Right now, the Hudson River Performing Arts Center is a non-profit group that holds concerts – not a venue in itself. However, the group has a long-term goal of building a local arts center someday.
When asked about performing in Weehawken, Pato replied that she loved the crowd’s diversity, and the acoustics of UBS’ atrium.
“I really love this place because I love playing for a wide combination of people,” she said. “My music doesn’t have a specific focus, so why should my audience?”

A sound all her own

No one else on earth is making music that sounds quite like Pato’s. Hailing from Galicia, a region in the northwest of Spain where the gaita is as popular as the Highland Bagpipe is in Scotland, Pato grew up focusing on traditional music. As she described it, it’s difficult to grow up in Galicia and avoid the gaita.
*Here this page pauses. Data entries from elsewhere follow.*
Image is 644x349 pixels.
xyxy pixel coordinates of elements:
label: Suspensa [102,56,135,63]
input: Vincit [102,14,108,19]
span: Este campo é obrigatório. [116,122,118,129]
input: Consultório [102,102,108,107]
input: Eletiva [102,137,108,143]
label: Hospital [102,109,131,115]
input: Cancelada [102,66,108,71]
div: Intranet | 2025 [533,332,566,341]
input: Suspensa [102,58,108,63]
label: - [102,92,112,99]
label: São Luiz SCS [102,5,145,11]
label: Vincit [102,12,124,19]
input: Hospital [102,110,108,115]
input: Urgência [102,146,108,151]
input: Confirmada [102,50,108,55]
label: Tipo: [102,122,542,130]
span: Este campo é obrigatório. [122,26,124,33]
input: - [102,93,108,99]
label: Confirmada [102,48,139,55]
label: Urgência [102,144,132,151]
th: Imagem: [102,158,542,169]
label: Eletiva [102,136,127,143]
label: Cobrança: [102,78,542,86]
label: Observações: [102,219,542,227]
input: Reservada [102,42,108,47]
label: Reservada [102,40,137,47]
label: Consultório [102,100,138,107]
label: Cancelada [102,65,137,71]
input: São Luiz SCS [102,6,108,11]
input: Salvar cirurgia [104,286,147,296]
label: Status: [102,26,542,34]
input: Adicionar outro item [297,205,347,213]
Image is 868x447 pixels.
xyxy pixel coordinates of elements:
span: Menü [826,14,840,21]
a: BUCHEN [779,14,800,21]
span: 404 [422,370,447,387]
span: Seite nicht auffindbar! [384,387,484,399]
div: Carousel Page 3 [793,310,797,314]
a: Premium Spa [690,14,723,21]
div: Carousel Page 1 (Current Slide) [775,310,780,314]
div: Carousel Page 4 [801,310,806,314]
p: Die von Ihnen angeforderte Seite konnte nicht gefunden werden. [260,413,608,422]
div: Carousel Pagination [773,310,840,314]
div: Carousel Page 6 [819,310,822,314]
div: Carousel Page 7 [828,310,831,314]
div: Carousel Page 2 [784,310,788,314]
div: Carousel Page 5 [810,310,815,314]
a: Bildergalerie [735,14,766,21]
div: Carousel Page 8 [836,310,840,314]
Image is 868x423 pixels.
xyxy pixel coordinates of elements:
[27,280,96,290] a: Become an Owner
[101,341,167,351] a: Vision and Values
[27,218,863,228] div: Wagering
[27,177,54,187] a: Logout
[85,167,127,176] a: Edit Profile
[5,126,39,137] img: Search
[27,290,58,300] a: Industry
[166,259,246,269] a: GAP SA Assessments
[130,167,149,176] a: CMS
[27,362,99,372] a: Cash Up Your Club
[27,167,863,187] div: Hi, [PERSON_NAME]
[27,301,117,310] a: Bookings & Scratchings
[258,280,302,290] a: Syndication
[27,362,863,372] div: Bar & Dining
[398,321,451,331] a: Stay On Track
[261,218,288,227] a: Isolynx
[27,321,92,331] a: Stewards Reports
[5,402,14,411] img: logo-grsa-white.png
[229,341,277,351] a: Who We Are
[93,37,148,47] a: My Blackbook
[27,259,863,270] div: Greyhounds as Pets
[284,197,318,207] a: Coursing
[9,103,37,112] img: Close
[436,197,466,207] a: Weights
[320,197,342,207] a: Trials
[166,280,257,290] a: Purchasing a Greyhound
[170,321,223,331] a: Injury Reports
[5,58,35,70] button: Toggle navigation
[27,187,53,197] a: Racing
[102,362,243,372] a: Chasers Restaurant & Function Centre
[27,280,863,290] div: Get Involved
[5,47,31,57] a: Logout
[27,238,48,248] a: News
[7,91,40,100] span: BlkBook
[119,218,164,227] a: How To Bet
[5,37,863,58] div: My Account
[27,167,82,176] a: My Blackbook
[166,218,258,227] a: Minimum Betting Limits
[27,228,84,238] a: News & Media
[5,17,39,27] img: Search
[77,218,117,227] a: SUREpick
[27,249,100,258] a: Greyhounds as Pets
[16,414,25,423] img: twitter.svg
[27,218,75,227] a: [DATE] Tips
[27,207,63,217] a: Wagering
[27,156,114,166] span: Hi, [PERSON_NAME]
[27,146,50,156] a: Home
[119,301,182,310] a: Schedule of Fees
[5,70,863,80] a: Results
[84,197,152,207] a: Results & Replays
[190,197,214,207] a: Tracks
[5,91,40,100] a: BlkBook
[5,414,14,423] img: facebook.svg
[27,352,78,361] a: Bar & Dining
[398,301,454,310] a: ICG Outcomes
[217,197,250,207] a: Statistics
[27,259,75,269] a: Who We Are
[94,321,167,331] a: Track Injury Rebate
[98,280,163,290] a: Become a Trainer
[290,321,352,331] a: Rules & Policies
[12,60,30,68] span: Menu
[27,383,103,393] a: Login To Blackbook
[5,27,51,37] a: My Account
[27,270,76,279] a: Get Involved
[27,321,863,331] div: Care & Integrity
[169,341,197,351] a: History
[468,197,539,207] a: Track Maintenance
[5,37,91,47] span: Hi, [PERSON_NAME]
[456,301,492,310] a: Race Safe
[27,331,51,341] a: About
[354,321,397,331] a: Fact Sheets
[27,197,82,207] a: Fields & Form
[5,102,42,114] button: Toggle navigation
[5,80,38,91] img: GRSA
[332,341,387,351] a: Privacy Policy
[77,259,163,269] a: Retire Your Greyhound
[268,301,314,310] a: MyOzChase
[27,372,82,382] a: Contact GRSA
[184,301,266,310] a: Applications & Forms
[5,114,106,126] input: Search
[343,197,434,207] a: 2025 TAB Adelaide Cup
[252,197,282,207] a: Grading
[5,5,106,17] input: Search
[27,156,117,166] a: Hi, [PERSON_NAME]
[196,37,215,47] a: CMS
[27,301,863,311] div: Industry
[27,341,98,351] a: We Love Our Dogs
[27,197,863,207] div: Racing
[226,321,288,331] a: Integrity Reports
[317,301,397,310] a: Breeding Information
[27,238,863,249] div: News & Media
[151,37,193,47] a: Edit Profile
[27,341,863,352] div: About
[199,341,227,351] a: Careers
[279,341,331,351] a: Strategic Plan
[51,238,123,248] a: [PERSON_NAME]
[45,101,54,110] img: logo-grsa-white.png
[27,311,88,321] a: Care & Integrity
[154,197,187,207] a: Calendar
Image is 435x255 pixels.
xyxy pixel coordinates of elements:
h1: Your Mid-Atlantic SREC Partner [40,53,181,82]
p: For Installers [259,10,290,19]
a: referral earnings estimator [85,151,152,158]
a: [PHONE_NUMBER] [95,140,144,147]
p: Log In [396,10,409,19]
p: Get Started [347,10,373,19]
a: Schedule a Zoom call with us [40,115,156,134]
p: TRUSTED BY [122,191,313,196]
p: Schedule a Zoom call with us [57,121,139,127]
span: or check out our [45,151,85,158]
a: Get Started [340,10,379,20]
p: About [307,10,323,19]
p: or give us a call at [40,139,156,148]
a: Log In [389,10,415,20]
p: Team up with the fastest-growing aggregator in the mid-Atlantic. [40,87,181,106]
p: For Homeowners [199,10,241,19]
Of the 100,000 or so people who live in the regional capital of Ourense, 10,000 of them are enrolled in the gaita academy there.
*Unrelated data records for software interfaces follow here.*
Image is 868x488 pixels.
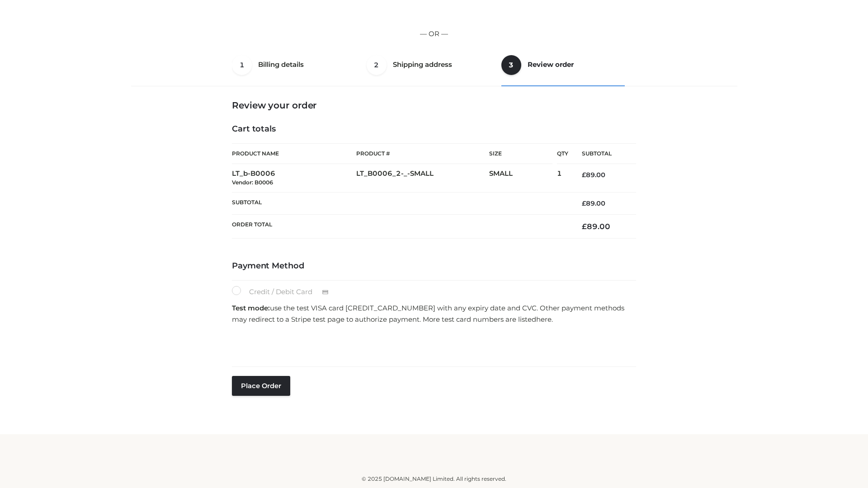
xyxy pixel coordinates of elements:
h3: Review your order [232,100,636,111]
span: £ [582,222,587,231]
td: LT_B0006_2-_-SMALL [356,164,489,192]
td: 1 [557,164,568,192]
p: use the test VISA card [CREDIT_CARD_NUMBER] with any expiry date and CVC. Other payment methods m... [232,302,636,325]
th: Qty [557,143,568,164]
h4: Payment Method [232,261,636,271]
h4: Cart totals [232,124,636,134]
bdi: 89.00 [582,171,605,179]
small: Vendor: B0006 [232,179,273,185]
bdi: 89.00 [582,200,605,207]
button: Place order [232,376,290,396]
th: Subtotal [568,144,636,164]
th: Product Name [232,143,356,164]
a: here [536,315,551,324]
th: Size [489,144,552,164]
label: Credit / Debit Card [232,286,338,297]
img: Credit / Debit Card [317,287,334,297]
span: £ [582,200,586,207]
strong: Test mode: [232,304,270,312]
td: LT_b-B0006 [232,164,356,192]
div: © 2025 [DOMAIN_NAME] Limited. All rights reserved. [134,474,734,483]
span: £ [582,171,586,179]
p: — OR — [134,28,734,40]
td: SMALL [489,164,557,192]
th: Product # [356,143,489,164]
th: Subtotal [232,192,568,214]
th: Order Total [232,215,568,238]
iframe: Secure payment input frame [230,328,634,360]
bdi: 89.00 [582,222,610,231]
But despite Pato’s love for her home’s traditional sound, popular music has its influences as well, and Cristina began to wonder how she could infuse the wailing, guttural sound of her gaita into the type of pop and rock music that she would hear on the radio.
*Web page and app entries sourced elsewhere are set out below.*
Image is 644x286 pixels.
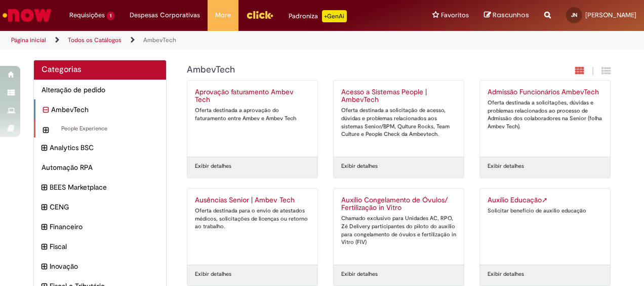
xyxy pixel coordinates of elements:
span: Analytics BSC [50,143,158,153]
h2: Ausências Senior | Ambev Tech [195,196,310,204]
span: CENG [50,202,158,212]
a: Exibir detalhes [488,270,524,279]
a: Exibir detalhes [341,270,378,279]
span: Link Externo [542,195,548,204]
a: Página inicial [11,36,46,44]
a: Todos os Catálogos [68,36,121,44]
div: Alteração de pedido [34,80,166,100]
div: expandir categoria People Experience People Experience [34,119,166,138]
div: expandir categoria Financeiro Financeiro [34,216,166,237]
a: Aprovação faturamento Ambev Tech Oferta destinada a aprovação do faturamento entre Ambev e Ambev ... [188,81,317,157]
h2: Acesso a Sistemas People | AmbevTech [341,88,456,104]
i: expandir categoria People Experience [43,125,48,136]
span: Rascunhos [493,10,529,20]
span: Alteração de pedido [42,85,158,95]
span: Favoritos [441,10,469,21]
div: expandir categoria Inovação Inovação [34,256,166,277]
i: expandir categoria CENG [42,202,47,213]
a: Exibir detalhes [341,163,378,171]
span: [PERSON_NAME] [586,11,637,19]
ul: Trilhas de página [7,31,422,50]
span: Automação RPA [42,163,158,173]
a: Exibir detalhes [195,270,231,279]
i: expandir categoria Financeiro [42,222,47,233]
h2: Auxílio Educação [488,196,603,204]
span: Requisições [70,10,105,21]
a: AmbevTech [143,36,176,44]
div: Solicitar benefício de auxílio educação [488,207,603,215]
ul: AmbevTech subcategorias [34,119,166,138]
div: recolher categoria AmbevTech AmbevTech [34,100,166,119]
span: Fiscal [50,242,158,251]
h2: Aprovação faturamento Ambev Tech [195,88,310,104]
a: Auxílio Congelamento de Óvulos/ Fertilização in Vitro Chamado exclusivo para Unidades AC, RPO, Zé... [334,188,464,265]
span: JN [571,12,577,19]
i: recolher categoria AmbevTech [43,104,48,115]
span: AmbevTech [51,104,158,115]
span: BEES Marketplace [50,182,158,192]
a: Rascunhos [484,11,529,21]
div: expandir categoria BEES Marketplace BEES Marketplace [34,177,166,197]
div: Oferta destinada a solicitações, dúvidas e problemas relacionados ao processo de Admissão dos col... [488,99,603,131]
h2: Auxílio Congelamento de Óvulos/ Fertilização in Vitro [341,196,456,212]
a: Admissão Funcionários AmbevTech Oferta destinada a solicitações, dúvidas e problemas relacionados... [480,81,610,157]
span: 1 [107,12,115,21]
span: | [592,66,594,77]
div: Oferta destinada a aprovação do faturamento entre Ambev e Ambev Tech [195,107,310,122]
i: expandir categoria Analytics BSC [42,143,47,154]
div: Oferta destinada a solicitação de acesso, dúvidas e problemas relacionados aos sistemas Senior/BP... [341,107,456,139]
span: Inovação [50,261,158,271]
div: expandir categoria Analytics BSC Analytics BSC [34,137,166,158]
span: Despesas Corporativas [130,10,200,21]
a: Exibir detalhes [195,163,231,171]
div: Chamado exclusivo para Unidades AC, RPO, Zé Delivery participantes do piloto do auxílio para cong... [341,214,456,247]
i: expandir categoria BEES Marketplace [42,182,47,193]
span: Financeiro [50,222,158,232]
div: Padroniza [289,10,347,23]
div: expandir categoria CENG CENG [34,197,166,217]
img: ServiceNow [1,5,53,25]
i: expandir categoria Inovação [42,261,47,272]
div: Automação RPA [34,157,166,178]
a: Ausências Senior | Ambev Tech Oferta destinada para o envio de atestados médicos, solicitações de... [188,188,317,265]
a: Exibir detalhes [488,163,524,171]
i: Exibição de grade [602,66,611,76]
span: More [215,10,231,21]
p: +GenAi [322,10,347,23]
img: click_logo_yellow_360x200.png [246,7,274,23]
div: expandir categoria Fiscal Fiscal [34,236,166,257]
a: Auxílio EducaçãoLink Externo Solicitar benefício de auxílio educação [480,188,610,265]
h2: Categorias [42,66,158,74]
h2: Admissão Funcionários AmbevTech [488,88,603,96]
span: People Experience [51,125,158,133]
div: Oferta destinada para o envio de atestados médicos, solicitações de licenças ou retorno ao trabalho. [195,207,310,231]
h1: {"description":null,"title":"AmbevTech"} Categoria [187,65,502,75]
i: Exibição em cartão [575,66,584,76]
i: expandir categoria Fiscal [42,242,47,253]
a: Acesso a Sistemas People | AmbevTech Oferta destinada a solicitação de acesso, dúvidas e problema... [334,81,464,157]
“Around when I was 16 or 17, I really began to play the type of popular music that I liked at the time,” she said. “Obviously, no matter what musicians are taught to play, they always end up playing what they want to play.”
After moving to New York City in 1994, she began to wonder about the possibility of combining jazz and Galician folk music.
Jazz had entered her life early on, when she was learning to play the piano, but she had never thought of combining bagpipes and jazz, mainly due to the scale and octave limitations of the gaita. But Victor Prieto, the Galician accordionist and jazz enthusiast who now is a member of the Migrations Band, convinced Pato that it could be done.
“Having an accordion in jazz is similar to having a bagpipe, it’s sort of unusual,” she said. “But I saw how Victor was able to create his own sound, and that sort of convinced me that it was possible.”
So Pato set out to free herself from the limitations of her instruments and find a way to make them “interesting” enough for jazz.
“Victor’s accordion was sort of the pillar that supported my sound as I was figuring out what place the bagpipes had,” she said. She also listened extensively to Miles Davis’ Sketches of Spain, a jazz album inspired by the Spanish folk music tradition.
The result was the new album, Migrations, a masterful combination of sounds from around the world. Partly inspired by Pato’s work with Yo-Yo-Ma’s Silk Road Ensemble as well as the experience of moving to New York and the people she met there; it’s a multicultural and multi-instrumental magnum opus.
“The album comes from a very a clear idea, that it’s possible to move to another place without losing the identity of where you’re from,” she said. “Our band is made up of all New Yorkers, and none of us are from New York!”
The band is made up of Prieto, bassist Edward Perez, percussionist John Hadfield and drummer Eric Doob.
“They’re an amazing group of musicians and my sound wouldn’t really be possible without the experience that they bring to the band,” said Pato.